What do you do when a safeguarding incident happens? — from the first 2 minutes through to reporting, recording, and learning. And none of it involves panicking! (Unless you run out of coffee)
- What are your immediate response protocols?
- How do you preserve safety and evidence?
- What should you record?
- Do you know the thresholds for notifying authorities?
- How do you support affected children and manage parent communication,
- Hopefully you won't need to but do you have a plan for handling media interest?
Effective incident management is a structured process for rapidly detecting, responding to, and resolving unplanned issues to minimise the impact, restore normal and potentially improved operations quickly, and learn from the event for future prevention, using clear roles, communication, and continuous improvement. Turn the learning into safer practice.

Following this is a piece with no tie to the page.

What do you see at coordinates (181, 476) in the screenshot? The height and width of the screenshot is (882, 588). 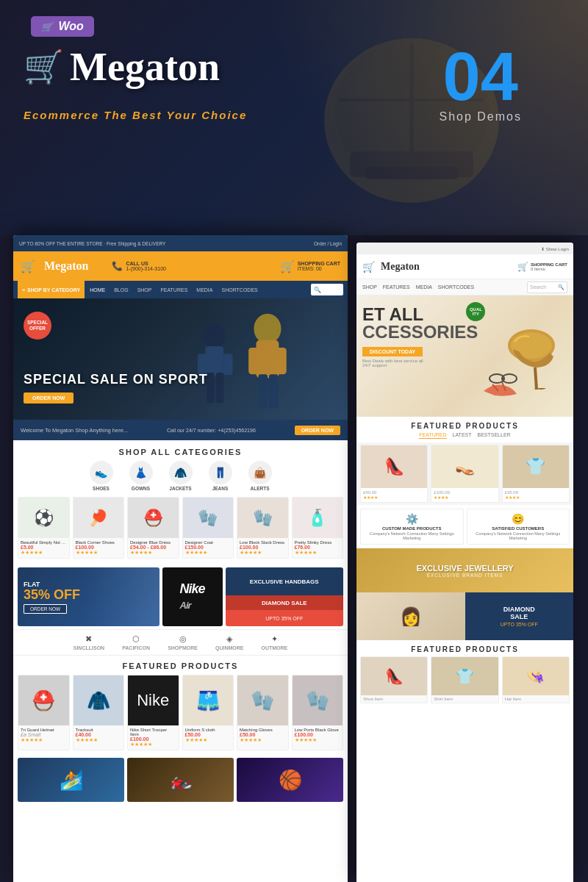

If you’re unsure whether it’s “serious enough”, escalate anyway. It’s easier to step down than to explain why you didn’t act.
Hold the boundary kindly: “I understand why you’re asking. I can’t share information about other children, but I can tell you what we’re doing to keep your child safe and what will happen next.”
Trying to do everything at once. Assign roles, prioritise safety, and keep a clear timeline.
Record what you know: what was observed, what was said, what actions you took, and who you informed. Avoid assumptions or opinions.
- Behaviour issue: low-level conflict or rule-breaking that can be managed with your behaviour policy and doesn’t indicate harm, coercion, or vulnerability.
- Safeguarding concern: anything that suggests a child may be at risk of harm (including peer-on-peer harm, exploitation, neglect, or a pattern of worrying behaviour).
- Serious incident: immediate danger, significant injury, sexual harm, serious violence, credible threats, or an allegation involving a staff member/volunteer.
Record separate factual accounts and times. Don’t force a single narrative. Your safeguarding lead can coordinate next steps.